May 18th

31 years ago today the Mount St. Helens volcano exploded, killing or hiding 57 people.

Maude’s husband, Walter, is 89. That’s actor Bill Macy, still adding to his credits last year. He was a character named Whiskey Pete on My Name Is Earl a couple of years ago. His name at birth: Wolf Marvin Garber.

Dobie Gillis is 77. That’s actor Dwayne Hickman who played the high school chum of Maynard G. Krebs when he was 25 (and Bob Denver was 24).

Brooks Robinson is 74.

Known as The Human Vacuum Cleaner, Brooks Robinson established a standard of excellence for modern-day third basemen. He played 23 seasons for the Orioles, setting Major League career records for games, putouts, assists, chances, double plays and fielding percentage. A clutch hitter, Robinson totaled 268 career home runs, at one time an American League record for third basemen. Robinson earned the league’s MVP Award in 1964 and the World Series MVP in 1970, when he hit .429 and made a collection of defensive gems.

National Baseball Hall of Fame and Museum

Reggie Jackson is 65.

Reggie Jackson earned the nickname Mr. October for his World Series heroics with both the A’s and Yankees. In 27 Fall Classic games, he amassed 10 home runs — including four in consecutive at-bats — 24 RBIs and a .357 batting average. As one of the game’s premier power hitters, he blasted 563 career round-trippers. A terrific player in the clutch and an intimidating cleanup hitter, Jackson compiled a lifetime slugging percentage of .490 and earned American League MVP honors in 1973.

National Baseball Hall of Fame and Museum

U.S. Senator Tom Udall is 63.

George Strait is 59.

Tina Fey is 41.

Frank Capra was born in Bisaquino, Sicily on this date in 1897.

He was the first to win three directorial Oscars — for “It Happened One Night” (1934), “Mr. Deeds Goes to Town” (1936) and “You Can’t Take It With You” (1938). The motion picture academy also voted the first and third movies the best of the year.

Capra movies were idealistic, sentimental and patriotic. His major films embodied his flair for improvisation and spontaneity, buoyant humor and sympathy for the populist beliefs of the 1930’s.

Generations of moviegoers and television viewers have reveled in the hitch-hiking antics of Clark Gable and Claudette Colbert in “It Happened One Night;” in Gary Cooper’s whimsical self-defense of Longfellow Deeds at a hilarious sanity hearing in “Mr. Deeds Goes to Town;” in the impassioned filibuster by James Stewart as an incorruptible Senator in “Mr. Smith Goes to Washington,” in Mr. Cooper’s battle to prevent a power-crazed industrialist from taking dictatorial control of the country in “Meet John Doe,” and in Mr. Stewart’s salvation by a guardian angel in “It’s a Wonderful Life.”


YOUR GOAL: In the data below, set down exactly the lines from the one containing "Find and bound person." up to and including the one containing "Locate the flower element.". Leave the pictures out.
(SOURCE RECORDS Opens)
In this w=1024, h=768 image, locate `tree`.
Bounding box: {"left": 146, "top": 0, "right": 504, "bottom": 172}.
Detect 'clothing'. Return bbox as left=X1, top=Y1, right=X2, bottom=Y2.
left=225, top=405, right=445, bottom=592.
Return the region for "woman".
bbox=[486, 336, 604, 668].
(SOURCE RECORDS Closes)
(SOURCE RECORDS Opens)
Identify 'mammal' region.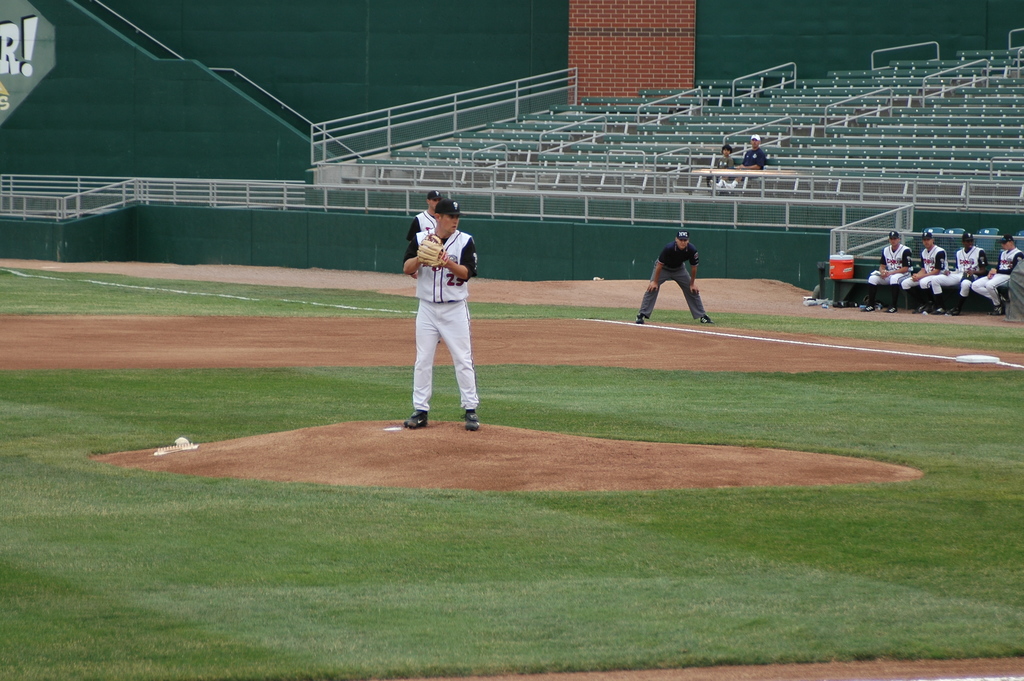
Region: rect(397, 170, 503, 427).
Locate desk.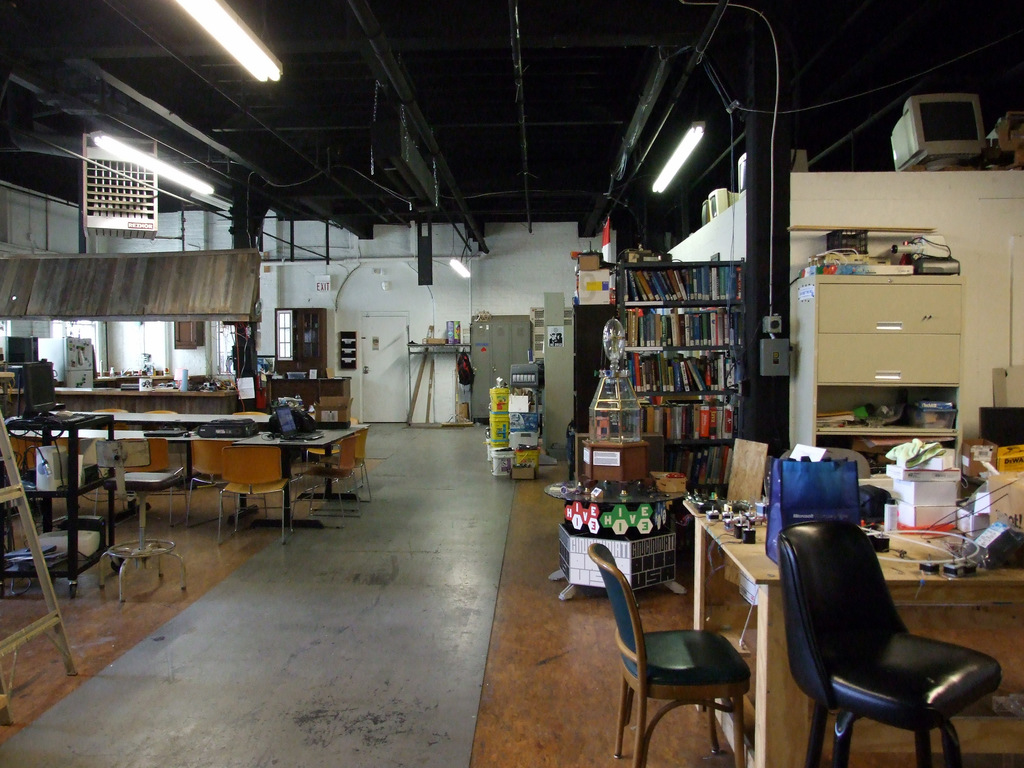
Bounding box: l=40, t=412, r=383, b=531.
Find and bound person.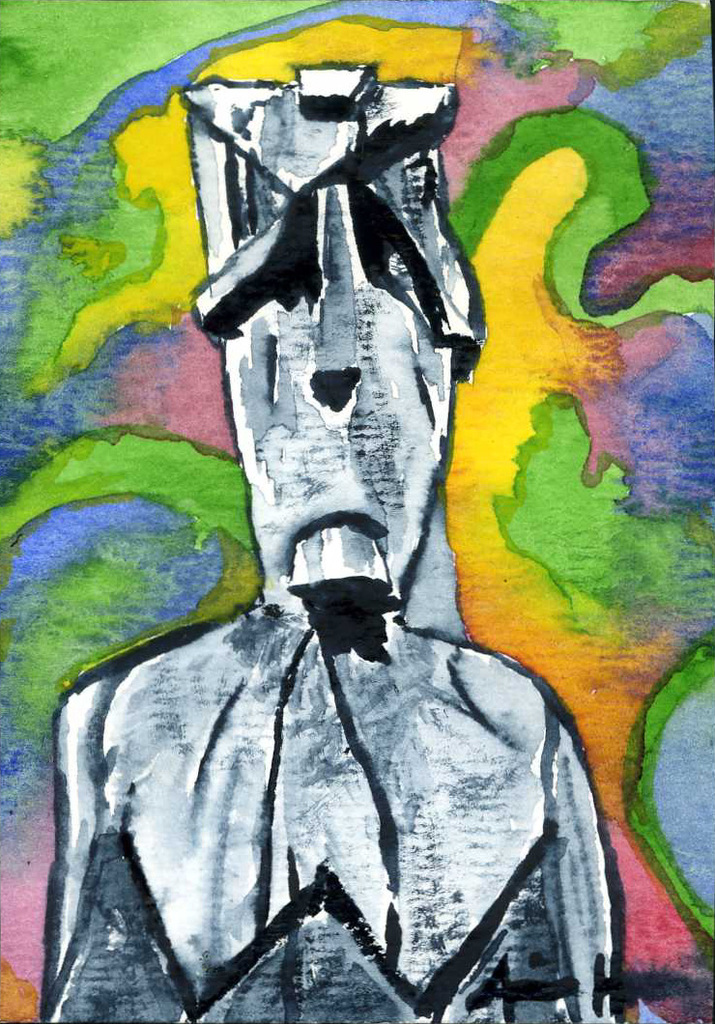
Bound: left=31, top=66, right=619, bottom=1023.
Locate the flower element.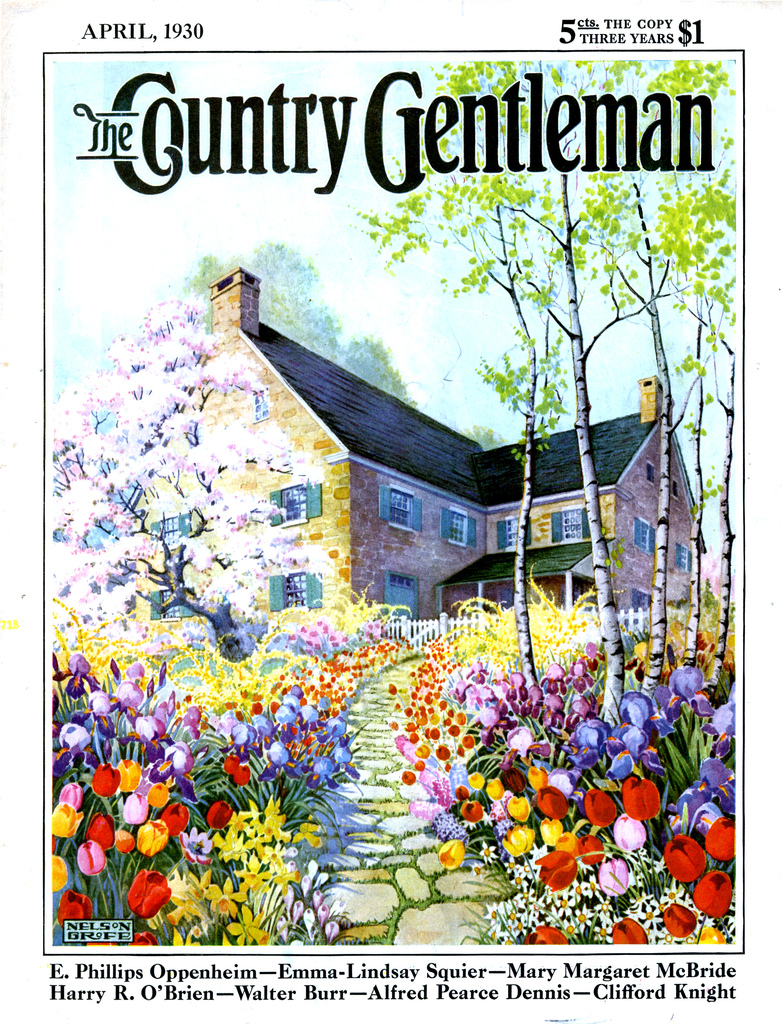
(SOURCE RECORDS Closes)
(SOURCE RECORDS Opens)
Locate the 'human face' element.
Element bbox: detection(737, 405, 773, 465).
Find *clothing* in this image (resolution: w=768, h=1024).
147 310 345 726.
(SOURCE RECORDS Closes)
REPLY:
Find and bound person.
Bound: left=31, top=66, right=619, bottom=1023.
Locate the flower element.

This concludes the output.